The sound of Lucien's footfall echoed through the stone-tiled corridor like a whisper in a silent tomb. Every step felt heavier than the last—not because of fatigue, but because of the weight of everything they'd been carrying since the girl arrived.

Behind him, Crick walked with his head low and hands stuffed into the oversized sleeves of his coat. He looked smaller than usual, and Lucien noticed for the first time how the boy's shoulders never seemed to fully relax.

Back inside the hideout, Zivah stirred slightly in her sleep, curled on the narrow cot in the corner. A soft groan escaped her lips. Lucien glanced back one last time, uncertain.

Crick caught the look. "She'll be fine," he said softly, not entirely convinced himself.

Lucien turned away and nodded. "Let's go."

The city above buzzed with machinery and broken neon, leaking like oil onto the streets. C-lass was never silent. Factories belched heat into the smog-choked sky, their pipes hissing and moaning with age. Rust and metal dust clung to the air like perfume.

They crossed two alleys, ducked under a flickering traffic bridge, and arrived at the building Crick referred to simply as "The Yard."

To Lucien, it looked like an old carcass of something once great—twelve stories of metal scaffolding wrapped in layers of copper nerves and snaking wires. Sparks rained from open circuits above the entrance, where a flickering holoboard still tried to display the logo: TRIGGEN INDUSTRIALS.

As they approached, Crick pulled a tattered ID card from his coat. "Try not to talk too much," he muttered. "You've got the kind of face they'll want to remember."

"That's encouraging," Lucien replied dryly.

Inside, the air was worse. Hot. Thick. Smelled like burning plastic and unwashed steel. Every surface was coated in grime, and the walls were colored in varying shades of grey. A few workers shuffled past them, their eyes dull, breathing through plastic valves patched with duct tape.

Lucien felt a twitch at the base of his neck—nano-pulses from the machines brushing against his skin. The entire facility seemed alive, like it was watching.

"This way." Crick led him down a grated walkway suspended over a dark pit. Below, conveyor belts moved crates of cylindrical bottles—Trigger.

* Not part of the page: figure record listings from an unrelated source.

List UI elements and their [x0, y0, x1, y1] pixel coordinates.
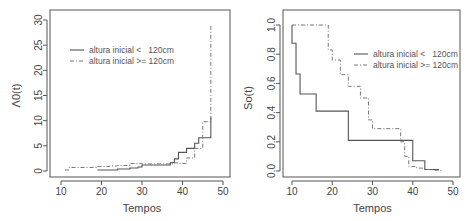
series-line-below-120cm: [97, 117, 210, 170]
plot-frame: [50, 10, 230, 177]
legend-label: altura inicial >= 120cm: [373, 60, 458, 70]
y-tick-label: 0: [33, 168, 44, 174]
x-tick-label: 20: [327, 186, 339, 197]
y-tick-label: 10: [33, 115, 44, 127]
x-tick-label: 20: [96, 186, 108, 197]
x-axis-title: Tempos: [353, 202, 392, 214]
y-axis-title: Λ0(t): [10, 84, 22, 108]
x-tick-label: 30: [136, 186, 148, 197]
plot-frame: [283, 10, 460, 177]
y-tick-label: 0.8: [266, 47, 277, 61]
y-tick-label: 0.0: [266, 164, 277, 178]
survival-panel: 1020304050Tempos0.00.20.40.60.81.0So(t)a…: [242, 10, 460, 214]
x-tick-label: 40: [177, 186, 189, 197]
x-tick-label: 50: [447, 186, 459, 197]
x-tick-label: 10: [55, 186, 67, 197]
x-tick-label: 50: [217, 186, 229, 197]
series-line-above-120cm: [292, 25, 441, 171]
x-tick-label: 30: [367, 186, 379, 197]
figure: 1020304050Tempos051015202530Λ0(t)altura …: [0, 0, 476, 221]
y-axis-title: So(t): [242, 86, 254, 110]
y-tick-label: 25: [33, 39, 44, 51]
y-tick-label: 15: [33, 90, 44, 102]
legend-label: altura inicial >= 120cm: [89, 56, 174, 66]
y-tick-label: 1.0: [266, 18, 277, 32]
cumulative-hazard-panel: 1020304050Tempos051015202530Λ0(t)altura …: [10, 10, 230, 214]
y-tick-label: 0.4: [266, 105, 277, 119]
y-tick-label: 0.6: [266, 76, 277, 90]
x-tick-label: 10: [286, 186, 298, 197]
legend-label: altura inicial < 120cm: [89, 45, 174, 55]
y-tick-label: 0.2: [266, 134, 277, 148]
y-tick-label: 20: [33, 64, 44, 76]
x-tick-label: 40: [407, 186, 419, 197]
y-tick-label: 30: [33, 14, 44, 26]
y-tick-label: 5: [33, 143, 44, 149]
series-line-below-120cm: [292, 25, 439, 170]
legend-label: altura inicial < 120cm: [373, 49, 458, 59]
x-axis-title: Tempos: [123, 202, 162, 214]
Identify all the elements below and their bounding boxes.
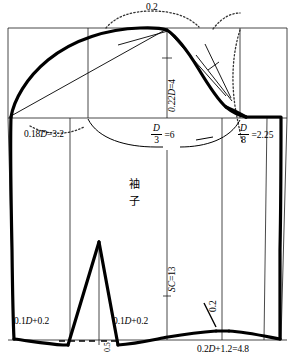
label-cap-height: 0.22D=4 (168, 79, 178, 112)
fraction-d-over-3: D 3 (151, 124, 162, 145)
cap-chord-guides (11, 30, 232, 116)
fraction-numerator: D (151, 124, 162, 134)
sleeve-outline-main (11, 28, 281, 345)
fraction-result: =2.25 (249, 130, 273, 140)
cjk-line-2: 子 (129, 195, 140, 208)
outline-vent-leg-right (99, 242, 118, 345)
outline-vent-leg-left (68, 242, 99, 345)
outline-underarm-seam-right (246, 117, 281, 339)
guide-panel-line-far-right (264, 118, 267, 340)
curve-front-armhole-scoop-left (88, 119, 156, 147)
reference-dotted-curves (30, 11, 242, 142)
curve-front-armhole-scoop-right (180, 120, 240, 147)
cjk-line-1: 袖 (129, 178, 140, 191)
fraction-result: =6 (162, 130, 175, 140)
label-cuff-rise: 0.2 (209, 300, 219, 312)
label-sleeve-length: SC=13 (168, 267, 178, 292)
label-back-notch-fraction: D 8 =2.25 (238, 124, 273, 145)
outline-sleeve-cap-curve (11, 28, 246, 117)
outline-underarm-seam-left (11, 117, 14, 339)
label-cuff-width: 0.2D+1.2=4.8 (197, 345, 249, 355)
label-armhole-depth-fraction: D 3 =6 (151, 124, 175, 145)
dotted-cap-ease-arc (106, 11, 199, 28)
pattern-drawing-canvas (0, 0, 295, 360)
label-hem-left: 0.1D+0.2 (14, 317, 49, 327)
label-front-notch: 0.18D=3.2 (24, 130, 64, 140)
fraction-denominator: 8 (239, 135, 248, 145)
label-piece-name-cjk: 袖子 (129, 176, 140, 210)
fraction-numerator: D (238, 124, 249, 134)
label-vent-depth: 0.5 (104, 342, 112, 352)
construction-guide-lines (8, 28, 287, 345)
dotted-cap-ease-arc-right (213, 13, 240, 29)
fraction-denominator: 3 (152, 135, 161, 145)
chord-front-cap-top (118, 31, 168, 45)
label-hem-mid: 0.1D+0.2 (113, 317, 148, 327)
label-cap-ease-top: 0.2 (146, 3, 158, 13)
sleeve-pattern-figure: 0.2 0.22D=4 0.18D=3.2 D 3 =6 D 8 =2.25 袖… (0, 0, 295, 360)
outline-hem-right (229, 331, 280, 339)
fraction-d-over-8: D 8 (238, 124, 249, 145)
curve-armhole-join-right (196, 137, 213, 140)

The bottles were thin, made of reinforced polyglass, each filled with a pulsing blue-green liquid. Lucien stared at them, remembering what Crick said about oxygen being the active compound.

So this is what passed for magic here, he thought. Life diluted and sold in bottles.

They reached a door with a corroded sign: INTAKE—TEMP WORKERS ONLY.

Inside was a small square room. A single desk. A woman sat behind it wearing a visor that covered half her face. She didn't look up.

"New recruit?" she asked, voice mechanical, almost rehearsed.

Crick nodded. "Temporary. He'll be tagging with me."

"Name?"

Lucien hesitated. He couldn't use "Tochi." Not here.

"Lucien," he said. "Lucien A..."

He stopped.

Crick shot him a glare.

"Lucien Aven," he finished.

The woman typed something. "Don't die," she said flatly. "Next."

A door hissed open behind her. Crick gestured for him to follow.

They stepped into the factory floor—an endless maze of pipes, gears, shifting steel arms, and moving belts. Sparks showered from above. Hissing machines injected nano-circuits into tiny capsules. Drone-mounted spotlights swept the ground.

"This place…" Lucien murmured, watching a mechanical arm lift a crate the size of a small car and toss it like paper.

"Runs twenty-four-seven," Crick said, already slipping on a mask. "Most of the people here aren't even citizens. They're contracted ghosts. No ID, no rights."

Lucien's mouth was dry. "And you've been working here since you were a kid?"

"Still a kid," Crick muttered. "But yeah."

A whistle blew. Several workers scurried into formation. Crick handed Lucien a mask, a pair of worn gloves, and a stamped ID tag.

"Your job's easy," Crick explained, leading him toward a conveyor line. "Just make sure the nano-injection nozzles don't clog. You'll get sprayed if they do."

"And if I do get sprayed?"

Crick laughed grimly. "You won't die. Not the first time."

Hours passed.

Lucien kept his head low and hands moving. The rhythm was mechanical—lift, wipe, turn, check. The hum of Trigger moved beneath his skin, making his nano-field tick like a second heartbeat.

At some point, he stopped seeing people. They all looked like parts of the factory now—grey clothes, grey expressions, grey routines.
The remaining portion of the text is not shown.